Five Ways to Reduce Data Center Power Consumption

This white paper from the Green Grid outlines the ways that reducing energy use at the point of consumption (the server) provides benefits at all other levels by reducing load on power and cooling facilities which in turn reduces their own energy use.
The bulk of installed servers in data centers today consist of x86 commodity servers. These servers consume much of the power allocated to IT server equipment. Therefore, the x86 servers present the largest opportunity for saving power in the data center. A signi?cant reduction in energy usage can be realized if data center professionals move away from a mindset that all servers need to be powered on at all times.

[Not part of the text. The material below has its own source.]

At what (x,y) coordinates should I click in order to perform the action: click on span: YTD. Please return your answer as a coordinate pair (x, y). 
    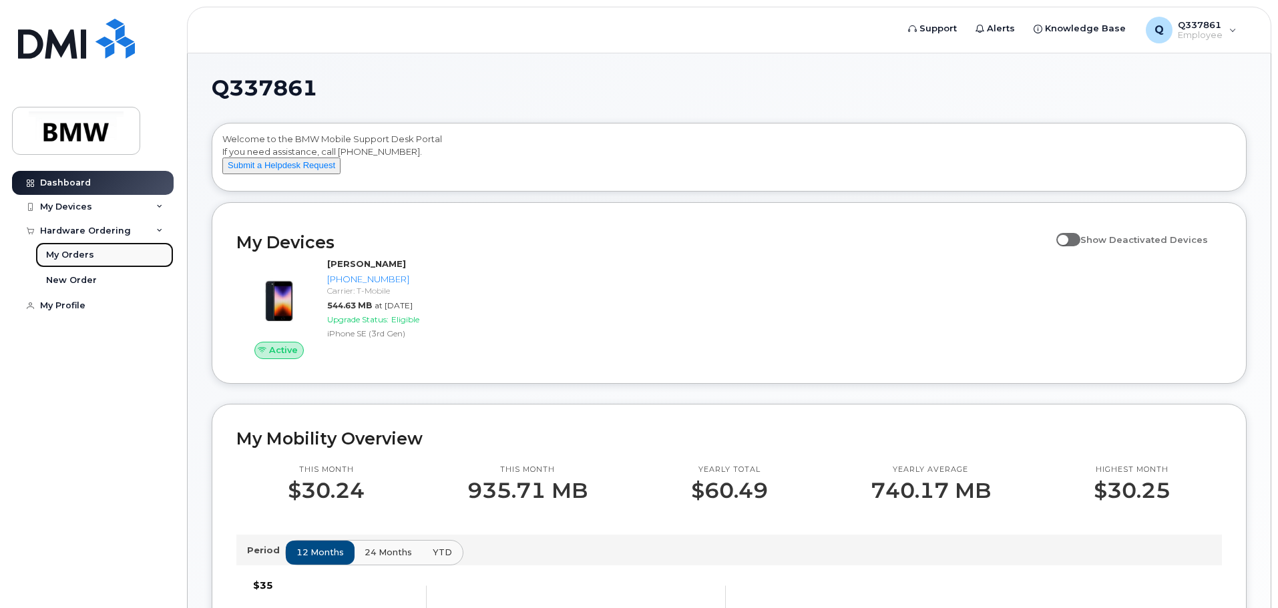
    Looking at the image, I should click on (442, 552).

The conventional wisdom is that servers must be kept running 24x7x52 because restarting them poses a potential downtime risk. However, research data suggests that this perception is false. Mean Time Between Failure (MTBF) statistics for components are now measured in hundreds of thousands to millions of hours.
In a series of 3 laboratory tests over a 5 month period, a total of 123 servers were restarted several times daily by disconnecting and reconnecting the power utilizing an automated power strip outlet. Out of 18,826 restarts, not a single component failure occurred.
By utilizing scripting and systems management tools such as Wake-on-LAN capabilities, most organizations can implement key energy saving processes, without impacting ongoing operations, capital budgets or system reliability.
The report includes ?ve key recommendations that will allow data center professionals to reduce their overall data center energy consumption by making changes at the server level.
Download the full report, “Five Ways to Reduce Data Center Power Consumption,” by clicking the link below.